10 Years After Hurricane Katrina: How Resilient Is New Orleans?

With the 10th anniversary of Hurricane Katrina arriving this week, The Data Center, a research organization focused on helping to build prosperous, inclusive, and sustainable communities released an analysis of the New Orleans recovery since August 2005. Founded in 1997, The Data Center is an independent research organization focused on providing data about Southeast Louisina. An excerpt of the analysis is featured below.

The analysis looked at Ecnonomic Growth; Inclusive Growth; Quality of Life; and Sustainability as primary indicators of the city’s capacity for resilience. The Data Center’s findings on Economic Growth and Sustainability are below.

When Hurricane Katrina struck and the levees protecting metro New Orleans failed, the western world witnessed an unprecedented catastrophe. More than 1,000 people died, more than a million were displaced, and total damage to the region was estimated at $151 billion. But since August 2005, the world has experienced multiple large-scale disasters including the 2010 earthquakes that devastated Haiti, the 2011 Great East Japan earthquake and tsunami that killed over 15,000 people, and Hurricane Sandy in 2012, which caused over 100 deaths and $67 billion in damage along the East Coast.

Southeast Louisiana alone has experienced multiple shocks since 2005. Hurricane Katrina was followed quickly by Hurricane Rita. In subsequent years, Hurricanes Ike, Gustav, and Isaac all caused extensive flooding and wind damage across the region. And in 2010, the Deepwater Horizon explosion gushed millions of barrels of oil into the gulf, fouling miles of Louisiana’s delicate coastal wetlands—New Orleans’ first line of defense against storm surge.

New Orleans Skyline
Credit: The Data Center

Given the multiple shocks this region has suffered since 2005, the tenth anniversary of Katrina is an appropriate time to assess how the region has recovered from Katrina, and whether the city and metro area are fortifying the capacities necessary to be resilient in the face of any shock. Indeed since 2005, the prevalence of large scale disasters worldwide has drawn the attention of decision makers at every level. The lessons learned from New Orleans’ recovery experience can inform how the world not only responds to future disasters, but also how it builds the resiliency capacities needed to withstand any shock. Our indicators suggest that while the New Orleans economy is rebounding, and in some ways better than before, several social and environmental trends may test New Orleans’ resilience capacity in the future.

Economic Growth
The Metro New Orleans Economy is taking first steps towards a new trajectory—with sustained job growth, an increasingly diverse set of industry clusters, and high rates of entrepreneurship.

From 2008 to 2010, metro New Orleans lost only 1% of jobs compared to 5% lost nationwide. By 2014, metro New Orleans had recouped these losses and reached 5 percent above its 2008 level, while the nation reached only 1% above its 2008 level.

Jobs in knowledge-based clusters have grown substantially since 2010 including in construction products & services (an essential part of the water management cluster), video production, and electric power generation, which have grown 14%, 90%, and 22% respectively.

Job centers have shifted across the region. Parishes upriver and on the north shore are now home to 24% of all the metro’s jobs.

By 2014, passenger enplanements in Louis Armstrong International airport surpassed 2008 levels by 22%—while national air traffic had recovered to only 5% above pre-recession numbers. In fact, by 2014, New Orleans passenger enplanements had surpassed their 2004 pre-Katrina high mark—indicating that the New Orleans airport is providing expanded connectivity for Southeast Louisiana visitors, residents, and businesses.

The metro New Orleans entrepreneurship rate—at 471 startups per 100,000 adults during the three year period from 2011-13—is 64% higher than the national average, and 40% higher than other fast-growing Southern metros.

Venture capital funding, which is critical to innovation and economic cluster development, has doubled in metro New Orleans from $16 per capita in 2010 to $32 per capita in 2014. But this is only a fraction of the venture capital going to startups in competitive metro Austin, where funding has consistently been over $100 per capita since 2006.

Metro New Orleans lags the nation in producing and attracting workers with a bachelor’s degree. By 2013, only 27% of adults in the metro had at least a four year degree compared to 30% nationwide, and the gap between metro New Orleans and the nation has been widening since 1990.

Sustainability
Expanding bike lanes point to greater appreciation for sustainability. But disappearing wetlands and encroaching salinity put a spotlight on the importance of coastal restoration and urban water management.

Bike lanes have increased more than eightfold in New Orleans from 11 miles in 2004 to 92 miles in 2014.

The share of commuters using public transit in New Orleans is only 7% in 2013, down from 13% in 2000, and in the rest of the metro, the share has remained flat at barely 1% since 2000.

Not only has the metro lost 29% of the coastal wetlands that protect it from storm surge since 1932, but measurements within the levee walls since 1951 demonstrate that saltwater is encroaching, with eight of nine groundwater sample sites registering increasing salinity.

The full analysis from The Data Center can be found here.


• WHAT YOU WILL DO: Note each line of the entries that includes "condition". Then copy those lines.

• Dataset entries:
──────────
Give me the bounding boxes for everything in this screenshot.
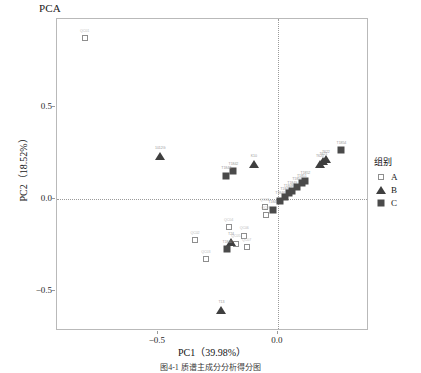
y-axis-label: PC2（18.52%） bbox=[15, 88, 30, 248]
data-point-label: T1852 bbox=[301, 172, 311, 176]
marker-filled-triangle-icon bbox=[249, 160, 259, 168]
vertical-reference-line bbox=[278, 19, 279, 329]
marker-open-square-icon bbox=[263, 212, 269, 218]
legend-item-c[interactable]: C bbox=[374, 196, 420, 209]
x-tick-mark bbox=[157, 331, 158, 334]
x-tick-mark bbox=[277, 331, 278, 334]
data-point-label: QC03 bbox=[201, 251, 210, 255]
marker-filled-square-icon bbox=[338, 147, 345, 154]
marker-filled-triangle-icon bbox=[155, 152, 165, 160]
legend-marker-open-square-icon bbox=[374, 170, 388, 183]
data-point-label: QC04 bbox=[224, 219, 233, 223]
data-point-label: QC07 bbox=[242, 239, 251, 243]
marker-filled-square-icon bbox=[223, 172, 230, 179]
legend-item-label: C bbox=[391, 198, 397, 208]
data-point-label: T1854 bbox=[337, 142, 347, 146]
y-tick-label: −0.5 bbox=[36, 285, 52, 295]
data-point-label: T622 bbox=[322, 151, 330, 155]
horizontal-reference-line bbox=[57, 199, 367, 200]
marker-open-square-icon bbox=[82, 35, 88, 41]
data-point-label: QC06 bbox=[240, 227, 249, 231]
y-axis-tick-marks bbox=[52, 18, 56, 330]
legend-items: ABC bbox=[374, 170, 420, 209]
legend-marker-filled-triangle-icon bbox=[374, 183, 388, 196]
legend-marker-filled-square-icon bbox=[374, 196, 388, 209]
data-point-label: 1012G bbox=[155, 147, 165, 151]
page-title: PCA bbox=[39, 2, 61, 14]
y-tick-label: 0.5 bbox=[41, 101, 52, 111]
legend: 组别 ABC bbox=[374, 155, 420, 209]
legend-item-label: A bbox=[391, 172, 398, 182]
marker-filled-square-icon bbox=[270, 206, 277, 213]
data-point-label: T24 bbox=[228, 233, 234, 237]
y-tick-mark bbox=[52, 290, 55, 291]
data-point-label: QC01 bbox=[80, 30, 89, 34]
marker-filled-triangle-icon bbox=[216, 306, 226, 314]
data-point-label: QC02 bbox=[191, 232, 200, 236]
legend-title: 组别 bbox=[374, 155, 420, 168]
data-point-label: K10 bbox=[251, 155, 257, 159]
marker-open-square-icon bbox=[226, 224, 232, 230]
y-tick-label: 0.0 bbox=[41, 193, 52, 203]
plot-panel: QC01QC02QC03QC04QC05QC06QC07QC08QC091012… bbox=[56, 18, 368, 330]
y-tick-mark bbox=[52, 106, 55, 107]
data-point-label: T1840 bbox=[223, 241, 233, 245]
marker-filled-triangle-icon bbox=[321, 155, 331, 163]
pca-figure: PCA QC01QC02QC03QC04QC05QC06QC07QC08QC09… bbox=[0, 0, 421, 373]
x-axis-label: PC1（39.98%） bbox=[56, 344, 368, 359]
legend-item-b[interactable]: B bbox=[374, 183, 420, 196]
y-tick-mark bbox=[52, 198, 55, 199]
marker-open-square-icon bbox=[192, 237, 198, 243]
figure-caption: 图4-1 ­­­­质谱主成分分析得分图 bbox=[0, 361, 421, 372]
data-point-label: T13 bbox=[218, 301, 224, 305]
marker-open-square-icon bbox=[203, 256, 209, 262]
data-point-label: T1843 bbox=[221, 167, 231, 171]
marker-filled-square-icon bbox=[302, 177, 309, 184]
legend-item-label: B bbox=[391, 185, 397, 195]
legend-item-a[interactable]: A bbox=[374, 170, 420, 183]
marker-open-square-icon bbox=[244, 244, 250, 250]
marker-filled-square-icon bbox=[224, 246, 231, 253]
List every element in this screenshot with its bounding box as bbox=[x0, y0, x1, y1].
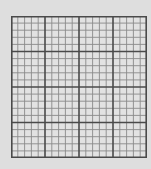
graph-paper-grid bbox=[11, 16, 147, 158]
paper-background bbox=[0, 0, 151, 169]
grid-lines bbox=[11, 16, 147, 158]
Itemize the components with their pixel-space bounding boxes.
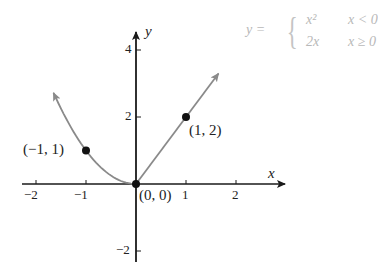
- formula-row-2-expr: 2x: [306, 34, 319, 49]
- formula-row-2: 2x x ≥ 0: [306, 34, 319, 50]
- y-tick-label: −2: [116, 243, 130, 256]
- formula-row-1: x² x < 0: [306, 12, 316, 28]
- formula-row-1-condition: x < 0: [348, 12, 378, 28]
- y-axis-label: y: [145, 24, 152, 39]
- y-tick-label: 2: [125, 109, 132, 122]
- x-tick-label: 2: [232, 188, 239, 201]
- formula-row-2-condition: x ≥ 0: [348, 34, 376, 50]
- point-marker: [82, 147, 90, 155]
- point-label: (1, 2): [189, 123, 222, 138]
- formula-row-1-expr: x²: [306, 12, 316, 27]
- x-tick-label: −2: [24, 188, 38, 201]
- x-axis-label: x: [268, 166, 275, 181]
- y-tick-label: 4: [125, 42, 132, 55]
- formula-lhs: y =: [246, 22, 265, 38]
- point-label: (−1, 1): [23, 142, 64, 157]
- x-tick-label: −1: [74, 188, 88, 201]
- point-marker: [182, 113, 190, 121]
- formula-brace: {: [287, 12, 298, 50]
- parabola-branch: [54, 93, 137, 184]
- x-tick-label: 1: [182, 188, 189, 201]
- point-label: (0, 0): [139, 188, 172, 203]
──────────
• ANSWER SECTION:
- formula-row-1-condition: x < 0: [348, 12, 378, 28]
- formula-row-2-condition: x ≥ 0: [348, 34, 376, 50]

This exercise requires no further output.